CBA at a Sell with a $135.00 price target carries the most asymmetric downside, because its premium multiple amplifies earnings risk in both directions. ANZ at a Buy with a $39.25 target carries the most relative protection, because its lower multiple requires less to go right for the investment case to hold. The gap between those two positions is where the actionable insight sits.
Citi’s system credit forecast of 4% by FY27 is the base-case anchor, not a certainty. The three swing factors identified, CGT policy design, the pace of credit deceleration, and the strength of any owner-occupier offset, each have genuine potential to shift the outcome in either direction. The 1 July 2027 CGT effective date gives investors a visible policy milestone against which to calibrate.
For investors holding undifferentiated exposure across the big four, the implication is worth stating directly: the four banks are not a single trade. Sector-level analysis provides the context, but the premium-versus-discount question within the sector is where the positioning work needs to happen.

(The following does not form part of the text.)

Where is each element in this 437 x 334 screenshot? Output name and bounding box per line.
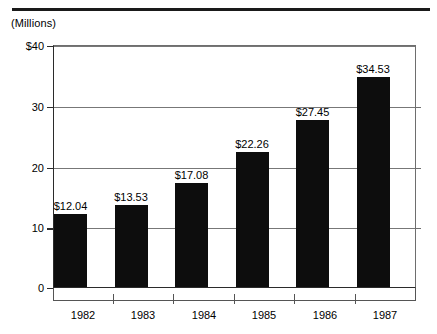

For investors who want to apply the premium-versus-discount framework to their own holdings, our dedicated guide to stress-testing ASX bank valuations walks through dividend discount model inputs, CET1 capital ratios, and 90-day arrears thresholds with a structured qualitative checklist designed specifically for the major ASX banks.
This article is for informational purposes only and should not be considered financial advice. Investors should conduct their own research and consult with financial professionals before making investment decisions. Past performance does not guarantee future results. Financial projections are subject to market conditions and various risk factors.

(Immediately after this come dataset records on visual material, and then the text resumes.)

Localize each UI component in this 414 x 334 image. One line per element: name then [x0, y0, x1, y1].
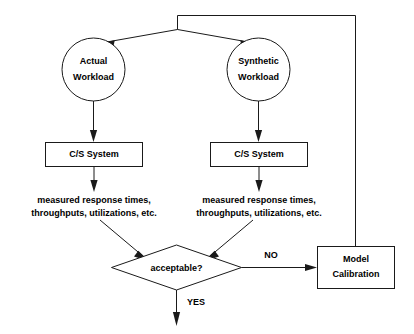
cs-system-left-label: C/S System — [69, 149, 119, 159]
no-branch-arrowhead — [305, 264, 317, 271]
measured-right-line2: throughputs, utilizations, etc. — [196, 208, 322, 218]
measured-left-line2: throughputs, utilizations, etc. — [31, 208, 157, 218]
no-branch-label: NO — [264, 250, 278, 260]
edge-synthetic-to-cs-right — [255, 101, 262, 142]
edge-actual-to-cs-left — [90, 101, 97, 142]
node-cs-system-right: C/S System — [211, 143, 308, 167]
measured-right-line1: measured response times, — [202, 195, 316, 205]
synthetic-workload-label-line2: Workload — [238, 72, 279, 82]
cs-system-right-label: C/S System — [234, 149, 284, 159]
node-measured-results-left: measured response times, throughputs, ut… — [31, 195, 157, 218]
node-actual-workload: Actual Workload — [62, 38, 125, 101]
actual-to-cs-arrowhead — [90, 130, 97, 142]
flowchart-diagram: Actual Workload Synthetic Workload C/S S… — [0, 0, 414, 334]
edge-measured-right-to-decision — [204, 220, 254, 262]
measured-left-to-decision-line — [100, 220, 144, 257]
yes-branch-label: YES — [187, 297, 205, 307]
edge-cs-right-to-measured-right — [255, 167, 262, 192]
flowchart-canvas: Actual Workload Synthetic Workload C/S S… — [0, 0, 414, 334]
node-model-calibration: Model Calibration — [318, 247, 395, 289]
cs-right-to-measured-arrowhead — [255, 180, 262, 192]
edge-no-branch: NO — [242, 250, 318, 271]
actual-workload-label-line2: Workload — [73, 72, 114, 82]
synthetic-to-cs-arrowhead — [255, 130, 262, 142]
node-measured-results-right: measured response times, throughputs, ut… — [196, 195, 322, 218]
node-decision-acceptable: acceptable? — [112, 245, 242, 290]
edge-yes-branch: YES — [173, 290, 205, 326]
edge-cs-left-to-measured-left — [90, 167, 97, 192]
model-calibration-box — [318, 247, 395, 289]
decision-label: acceptable? — [150, 263, 202, 273]
edge-split-to-actual — [104, 30, 178, 48]
yes-branch-arrowhead — [173, 312, 180, 326]
actual-workload-label-line1: Actual — [80, 56, 108, 66]
edge-measured-left-to-decision — [100, 220, 150, 262]
node-synthetic-workload: Synthetic Workload — [227, 38, 290, 101]
split-left-line — [104, 30, 178, 43]
synthetic-workload-label-line1: Synthetic — [238, 56, 279, 66]
split-right-line — [178, 30, 252, 43]
model-calibration-label-line1: Model — [343, 254, 369, 264]
measured-left-line1: measured response times, — [37, 195, 151, 205]
model-calibration-label-line2: Calibration — [332, 269, 379, 279]
measured-right-to-decision-line — [209, 220, 253, 257]
cs-left-to-measured-arrowhead — [90, 180, 97, 192]
node-cs-system-left: C/S System — [46, 143, 143, 167]
synthetic-workload-circle — [227, 38, 290, 101]
actual-workload-circle — [62, 38, 125, 101]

Frequently Asked Questions
What is the Australian bank outlook according to Citi Research in 2026?
Citi Research describes the Australian bank outlook as an unfavourable stagflation backdrop, where slower economic growth reduces credit demand while elevated interest rates maintain pressure on borrower serviceability, prompting a sector-wide downgrade and revised credit growth forecasts of 4% by FY27.
Why is Citi Research rating ANZ a Buy and CBA a Sell at the same time?

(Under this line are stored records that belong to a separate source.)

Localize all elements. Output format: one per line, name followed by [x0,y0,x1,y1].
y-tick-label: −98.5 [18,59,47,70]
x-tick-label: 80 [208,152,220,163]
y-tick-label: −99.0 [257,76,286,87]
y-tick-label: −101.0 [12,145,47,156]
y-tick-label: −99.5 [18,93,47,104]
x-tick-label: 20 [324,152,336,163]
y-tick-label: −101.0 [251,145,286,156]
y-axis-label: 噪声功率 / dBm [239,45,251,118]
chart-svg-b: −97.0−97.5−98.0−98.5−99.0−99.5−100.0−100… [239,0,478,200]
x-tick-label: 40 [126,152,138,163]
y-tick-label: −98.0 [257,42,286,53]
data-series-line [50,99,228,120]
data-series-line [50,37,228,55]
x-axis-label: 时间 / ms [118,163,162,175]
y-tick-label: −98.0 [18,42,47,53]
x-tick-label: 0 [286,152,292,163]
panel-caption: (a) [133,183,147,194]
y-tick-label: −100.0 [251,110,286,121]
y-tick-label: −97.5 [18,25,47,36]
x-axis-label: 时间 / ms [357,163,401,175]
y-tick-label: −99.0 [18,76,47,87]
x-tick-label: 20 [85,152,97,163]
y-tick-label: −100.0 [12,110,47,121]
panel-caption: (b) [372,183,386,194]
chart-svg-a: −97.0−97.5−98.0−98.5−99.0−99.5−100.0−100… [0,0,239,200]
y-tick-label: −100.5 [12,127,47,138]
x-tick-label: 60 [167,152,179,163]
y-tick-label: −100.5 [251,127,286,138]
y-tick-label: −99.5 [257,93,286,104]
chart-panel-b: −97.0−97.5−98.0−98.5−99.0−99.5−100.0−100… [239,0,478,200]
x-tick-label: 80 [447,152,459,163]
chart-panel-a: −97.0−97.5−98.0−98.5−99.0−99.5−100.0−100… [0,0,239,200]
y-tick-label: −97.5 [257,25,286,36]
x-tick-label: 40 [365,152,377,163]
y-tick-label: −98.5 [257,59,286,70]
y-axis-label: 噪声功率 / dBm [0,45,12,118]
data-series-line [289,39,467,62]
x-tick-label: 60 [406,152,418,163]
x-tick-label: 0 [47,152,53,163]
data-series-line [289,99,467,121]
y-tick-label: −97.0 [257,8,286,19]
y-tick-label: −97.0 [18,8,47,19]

The split rating is driven by valuation starting points: ANZ's lower price-to-earnings multiple offers more protection if earnings disappoint, while CBA's premium multiple creates a double-risk scenario where both the earnings estimate and the multiple itself can compress simultaneously in a credit slowdown.
How do the CGT discount changes affect Australian bank mortgage books?
The reduction in the 50% capital gains tax discount for property investors, effective 1 July 2027, is expected to dampen investor housing demand, which has been a key driver of mortgage book growth across the major banks, feeding directly into slower credit volumes and lower net interest income.
What are the Citi price targets for ANZ, CBA, NAB, and Westpac?
Citi's updated price targets as of the week of 10 June 2026 are: ANZ at $39.25 (Buy), CBA at $135.00 (Sell), NAB at $36.75 (Neutral), and Westpac at $39.00 (Neutral).
What historical precedents exist for regulatory tightening affecting Australian bank credit growth?
Two prior episodes are relevant: the mid-2010s APRA tightening, which saw investor credit fall from roughly 11% to 2% over 15 months before being partially offset by owner-occupier lending, and the Royal Commission period, where investor credit fell from around 4% to near 0% over 18 months with a more limited offset from owner-occupier borrowers.